Output the full listing verbatim.
********************
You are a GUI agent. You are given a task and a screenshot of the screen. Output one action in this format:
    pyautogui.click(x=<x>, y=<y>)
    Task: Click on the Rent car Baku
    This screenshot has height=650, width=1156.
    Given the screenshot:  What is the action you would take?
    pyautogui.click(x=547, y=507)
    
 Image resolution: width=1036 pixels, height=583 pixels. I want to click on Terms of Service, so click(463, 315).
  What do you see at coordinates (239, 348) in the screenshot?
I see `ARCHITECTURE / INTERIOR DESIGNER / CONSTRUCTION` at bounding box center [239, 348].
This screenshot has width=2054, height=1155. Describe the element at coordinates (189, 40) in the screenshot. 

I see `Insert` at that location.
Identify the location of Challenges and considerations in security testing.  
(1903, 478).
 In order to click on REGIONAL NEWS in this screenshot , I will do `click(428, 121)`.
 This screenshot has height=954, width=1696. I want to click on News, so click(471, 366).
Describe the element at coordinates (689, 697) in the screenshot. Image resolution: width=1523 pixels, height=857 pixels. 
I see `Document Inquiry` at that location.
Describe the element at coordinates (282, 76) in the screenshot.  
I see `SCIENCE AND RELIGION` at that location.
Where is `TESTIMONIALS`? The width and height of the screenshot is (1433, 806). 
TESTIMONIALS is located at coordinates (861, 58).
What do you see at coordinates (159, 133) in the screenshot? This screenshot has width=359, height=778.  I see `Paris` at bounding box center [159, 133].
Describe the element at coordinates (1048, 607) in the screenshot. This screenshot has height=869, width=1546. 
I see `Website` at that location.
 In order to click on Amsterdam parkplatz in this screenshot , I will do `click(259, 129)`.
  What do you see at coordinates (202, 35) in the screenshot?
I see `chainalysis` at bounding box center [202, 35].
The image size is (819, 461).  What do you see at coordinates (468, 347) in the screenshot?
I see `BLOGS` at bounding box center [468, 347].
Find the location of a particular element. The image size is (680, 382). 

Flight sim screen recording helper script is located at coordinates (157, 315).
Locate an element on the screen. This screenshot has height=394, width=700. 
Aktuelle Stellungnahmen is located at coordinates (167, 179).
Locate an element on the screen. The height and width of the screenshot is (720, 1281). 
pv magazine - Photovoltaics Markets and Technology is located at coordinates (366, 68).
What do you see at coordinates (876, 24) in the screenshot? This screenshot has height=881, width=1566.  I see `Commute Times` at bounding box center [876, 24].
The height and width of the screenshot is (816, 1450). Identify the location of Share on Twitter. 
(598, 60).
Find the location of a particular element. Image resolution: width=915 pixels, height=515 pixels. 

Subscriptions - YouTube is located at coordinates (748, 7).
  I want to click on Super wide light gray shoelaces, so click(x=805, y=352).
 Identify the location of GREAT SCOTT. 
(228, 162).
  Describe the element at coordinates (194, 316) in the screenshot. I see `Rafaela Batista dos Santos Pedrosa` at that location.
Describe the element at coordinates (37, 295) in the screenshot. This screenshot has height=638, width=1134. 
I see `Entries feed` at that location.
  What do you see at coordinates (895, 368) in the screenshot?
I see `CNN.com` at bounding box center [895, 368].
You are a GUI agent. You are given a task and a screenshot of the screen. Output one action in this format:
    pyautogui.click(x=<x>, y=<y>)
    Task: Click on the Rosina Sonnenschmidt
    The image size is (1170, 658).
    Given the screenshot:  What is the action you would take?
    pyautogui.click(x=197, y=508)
********************
• Exercise answer:
You are a GUI agent. You are given a task and a screenshot of the screen. Output one action in this format:
    pyautogui.click(x=<x>, y=<y>)
    Task: Click on the Rent car Baku
    This screenshot has height=650, width=1156.
    Given the screenshot:  What is the action you would take?
    pyautogui.click(x=547, y=507)
    
 Image resolution: width=1036 pixels, height=583 pixels. I want to click on Terms of Service, so click(463, 315).
  What do you see at coordinates (239, 348) in the screenshot?
I see `ARCHITECTURE / INTERIOR DESIGNER / CONSTRUCTION` at bounding box center [239, 348].
This screenshot has width=2054, height=1155. Describe the element at coordinates (189, 40) in the screenshot. 

I see `Insert` at that location.
Identify the location of Challenges and considerations in security testing.  
(1903, 478).
 In order to click on REGIONAL NEWS in this screenshot , I will do `click(428, 121)`.
 This screenshot has height=954, width=1696. I want to click on News, so click(471, 366).
Describe the element at coordinates (689, 697) in the screenshot. Image resolution: width=1523 pixels, height=857 pixels. 
I see `Document Inquiry` at that location.
Describe the element at coordinates (282, 76) in the screenshot.  
I see `SCIENCE AND RELIGION` at that location.
Where is `TESTIMONIALS`? The width and height of the screenshot is (1433, 806). 
TESTIMONIALS is located at coordinates (861, 58).
What do you see at coordinates (159, 133) in the screenshot? This screenshot has width=359, height=778.  I see `Paris` at bounding box center [159, 133].
Describe the element at coordinates (1048, 607) in the screenshot. This screenshot has height=869, width=1546. 
I see `Website` at that location.
 In order to click on Amsterdam parkplatz in this screenshot , I will do `click(259, 129)`.
  What do you see at coordinates (202, 35) in the screenshot?
I see `chainalysis` at bounding box center [202, 35].
The image size is (819, 461).  What do you see at coordinates (468, 347) in the screenshot?
I see `BLOGS` at bounding box center [468, 347].
Find the location of a particular element. The image size is (680, 382). 

Flight sim screen recording helper script is located at coordinates (157, 315).
Locate an element on the screen. This screenshot has height=394, width=700. 
Aktuelle Stellungnahmen is located at coordinates (167, 179).
Locate an element on the screen. The height and width of the screenshot is (720, 1281). 
pv magazine - Photovoltaics Markets and Technology is located at coordinates (366, 68).
What do you see at coordinates (876, 24) in the screenshot? This screenshot has height=881, width=1566.  I see `Commute Times` at bounding box center [876, 24].
The height and width of the screenshot is (816, 1450). Identify the location of Share on Twitter. 
(598, 60).
Find the location of a particular element. Image resolution: width=915 pixels, height=515 pixels. 

Subscriptions - YouTube is located at coordinates (748, 7).
  I want to click on Super wide light gray shoelaces, so click(x=805, y=352).
 Identify the location of GREAT SCOTT. 
(228, 162).
  Describe the element at coordinates (194, 316) in the screenshot. I see `Rafaela Batista dos Santos Pedrosa` at that location.
Describe the element at coordinates (37, 295) in the screenshot. This screenshot has height=638, width=1134. 
I see `Entries feed` at that location.
  What do you see at coordinates (895, 368) in the screenshot?
I see `CNN.com` at bounding box center [895, 368].
You are a GUI agent. You are given a task and a screenshot of the screen. Output one action in this format:
    pyautogui.click(x=<x>, y=<y>)
    Task: Click on the Rosina Sonnenschmidt
    The image size is (1170, 658).
    Given the screenshot:  What is the action you would take?
    pyautogui.click(x=197, y=508)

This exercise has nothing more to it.